Forms of nature have, throughout the ages, provided inspiration
and ideas, for structural and architectural creations. Take the case
of the leaf of a finger palm ( tokou) -- how the fingers of the leaves
( v-shaped in profile) inspired folded plate configuration for
construction. The massive cantilever of the stem that withstands
enormous stresses created by wind on the grossly disproportionate leaf
surfaces -- is a study in itself.
Bucky Fuller's geodesic dome concept was inspired by cell
structures in nature.
Most shapes that inspired architecture and structure in the
man-built environment however are geometric in nature. Reason being
the limitation of construction materials and systems. Amoebic forms
could not be economically justified easily due to such limitations.
But once one can jump that constraint, of economy, one hardly requires
any tortured ( or architortured) rationale to
manufacture and wave.
At 10:46 AM -0700 8/21/06, Dilip/Dil Deka wrote:
Replicating the shape of cells to make it an architectural feature is one thing but studying the structural concept of nature's creation (cells) and using it to produce simple and strong structures is something else.
Have structural engineers thought about it? Any structural engineer in the crowd?
Dilip
------------------------------------------------------------------------------------------------------------------
Nature Inspires Building Design
Home for new biomedical institute in China will feature attributes of cells
Sophie L. Rovner
Architects sometimes turn to nature for inspiration, but their focus is generally on the macroscopic scale.

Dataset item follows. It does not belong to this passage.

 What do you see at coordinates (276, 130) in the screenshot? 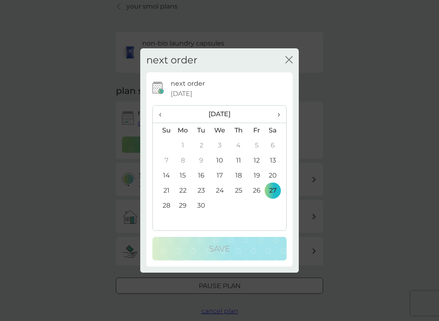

The designers of a building that will house the new Institute for Nanobiomedical Technology & Membrane Biology in Chengdu, China, have turned instead to the microscopic scale: The building will incorporate many features inspired by cells.
COURTESY OF SLOAN KULPER
Biohaus Bulges protruding from the surface of the cell-shaped building are meeting areas designed to resemble proteins embedded in a membrane (top). The interior features a garden with pools shaped like mitochondria (middle) and an atrium with bridges representing X and Y chromosomes (bottom).
Meeting areas whose windowed exterior walls bulge from the surface of the cell-shaped building will represent proteins in a cell membrane. An interior garden will include pools shaped like mitochondria and other organelles. And the building will contain a crystal-shaped lecture hall whose ceiling lights will be arranged in the crystal diffraction pattern of a protein. Construction of the $12 million building, which will include many other cell-like attributes, will start in 2007 or 2008 and will likely be completed by 2009.
The design is the fruit of a collaboration between Shuguang Zhang, associate director of the Center for Biomedical Engineering at Massachusetts Institute of Technology; MIT graduates Sloan Kulper and Audrey Roy; and architects at Tsinghua University. Zhang is founding adviser for the Chinese institute, which will be based at Sichuan University, where he earned an undergraduate degree in biochemistry.
Kulper was majoring in architecture at MIT when he took Zhang's course on the molecular structure of biological materials, which highlighted the parallels between architecture and biological structures. After Zhang became involved in the Chinese project, he sent Kulper and Royat the time a computer science and electrical engineering majorto Beijing for three months to collaborate with the Tsinghua University architects. "We worked with images of proteins, membranes, and organelles alongside photos and textbook images of glazing systems and cantilevers," Kulper recalls.
"Nature has produced abundant magnificent, intricate, and fine molecular and cellular structures," Zhang says. "If they can be amplified billions of times, as in a building, then these structures can be seen, touched, and admired. At that large scale, they can also be very educational." He hopes that this "first molecular bio-architectural design" will stimulate the creation of other buildings based on biological structures.